Home Page The Publication The Editor Contact Information Insurance Key issues Book Subscribe

 

Vol. 8 - Issue 9
November 6, 2019

 

Court Concludes That Murder Can Be An “Accident”

 

While sometimes tragic, coverage cases involving bar fights and shootings often involve interesting facts.  Needless to say, there’s usually a story there.  But despite this, I often times do not address such cases in Coverage Opinions.  Most of the time, coverage is not owed in these scenarios, based on the injury not having been caused by an “occurrence”/accident or the expected or intended exclusion or an assault and battery exclusion. 

When a court concludes that an assault and battery exclusion precludes coverage to a bouncer, for beating up a bar patron, it’s probably not a decision that offers much in the way of a lesson to be learned.  But show me a case where a court holds that an assault and battery exclusion does not serve to preclude coverage to a bouncer, for beating up a bar patron, and now you’ve got my attention.
 
This is why Maxum Indemnity Co. v. Broken Spoke Bar & Grill, No. 13-804 (W.D. Ky. Sept. 27, 2019) made its way into this issue of CO.  The court held that an insured’s act of murder could qualify as an “occurrence”/accident.  Granted, other coverage provisions served to preclude coverage, but, still, murder as an accident….

At issue in Broken Spoke was coverage for Chris Gribbons, under a liability policy issued to Chris Gribbons d/b/a Raywick Bar & Grill, for a suit filed against him for killing David Litsey. 

The story is that Gribbins confronted Litsey in a crowd outside the bar where Gribbins “pistol whipped” Litsey.  The gun discharged killing Litsey.  Gribbins argued self-defense.  A jury found Gribbons guilty of Wanton Murder.       

Turning to the civil case, Maxum undertook Gribbons defense, under a reservation of rights, and then filed an action seeking a declaration that it owed no coverage to Gribbons for defense or indemnity.

First up for the court was whether the “bodily injury” was caused by an “occurrence,” defined as an accident.  The court concluded that it could be.

At the heart of the court’s decision was the fact that Gribbons had been found guilty of “wanton murder.”  Of significance, the court in the criminal case charged the jury that, to convict Gribbons, he must have been “wantonly engaging in conduct which created a grave risk of death to another and thereby caused the death of David Litsey, Jr. under circumstances manifesting an extreme indifference to human life.” 

Then, the court defined “wantonly” as “[a] person acts wantonly with respect to a result or to a circumstance when he is aware of and consciously disregards a substantial and unjustifiable risk that the result will occur or that the circumstance exists. The risk must be of such nature and degree that disregard thereof constitutes a gross deviation from the standard of conduct that a reasonable person would overserve in the situation.”

The court’s conclusion was that these instructions permitted a conviction for wanton murder without a finding that Gribbons intended Litsey’s death.

And, conveniently, this issue had been addressed by the Kentucky Supreme Court its Gribbons’ appeal of his criminal conviction.  The Kentucky Supreme Court concluded that the jury had heard evidence sufficient to instruct on both wanton murder and intentional murder and “the jury could have reasonably believed that by ‘using a loaded handgun[] as a club to beat Listey, Gribbins consciously disregarded a substantial and unjustifiable risk that the handgun might accidently be discharged.’” 

Putting this in simple terms, Gribbons’s conviction for wanton murder did not forestall the possibility that Gribbons did not intend Litsey’s death.  Add to this that, under Kentucky law, only intentional acts are non-accidental (as well as “inferred intent” situations, when a person intentionally commits an act certain to cause that particular kind of harm).  Moreover, even reckless disregard for an obvious danger is an accident because the insured did not intend the injury.

Putting these two together, the court concluded that wanton murder could be an accident. 

When all was said and done, Gribbins’s victory on the “occurrence”/accident issue was a moot point, as the court held that coverage was still precluded by the expected or intended exclusion and assault and battery exclusion. 

But still, murder as an accident….That gets my attention.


• Problem details
The answer must consist of every record below, reproduced exactly.
----------
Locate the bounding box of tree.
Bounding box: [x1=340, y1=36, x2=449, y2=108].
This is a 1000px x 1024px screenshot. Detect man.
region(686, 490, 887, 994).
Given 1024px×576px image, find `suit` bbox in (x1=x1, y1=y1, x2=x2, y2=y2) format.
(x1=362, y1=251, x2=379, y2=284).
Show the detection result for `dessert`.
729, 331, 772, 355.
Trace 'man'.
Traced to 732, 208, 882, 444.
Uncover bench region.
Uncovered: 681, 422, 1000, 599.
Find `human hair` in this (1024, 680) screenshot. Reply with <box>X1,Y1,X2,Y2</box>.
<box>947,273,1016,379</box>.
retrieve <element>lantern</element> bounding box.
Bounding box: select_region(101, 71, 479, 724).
----------
• Solution
Locate the bounding box of tree.
Bounding box: [x1=340, y1=36, x2=449, y2=108].
This is a 1000px x 1024px screenshot. Detect man.
region(686, 490, 887, 994).
Given 1024px×576px image, find `suit` bbox in (x1=x1, y1=y1, x2=x2, y2=y2) format.
(x1=362, y1=251, x2=379, y2=284).
Show the detection result for `dessert`.
729, 331, 772, 355.
Trace 'man'.
Traced to 732, 208, 882, 444.
Uncover bench region.
Uncovered: 681, 422, 1000, 599.
Find `human hair` in this (1024, 680) screenshot. Reply with <box>X1,Y1,X2,Y2</box>.
<box>947,273,1016,379</box>.
retrieve <element>lantern</element> bounding box.
Bounding box: select_region(101, 71, 479, 724).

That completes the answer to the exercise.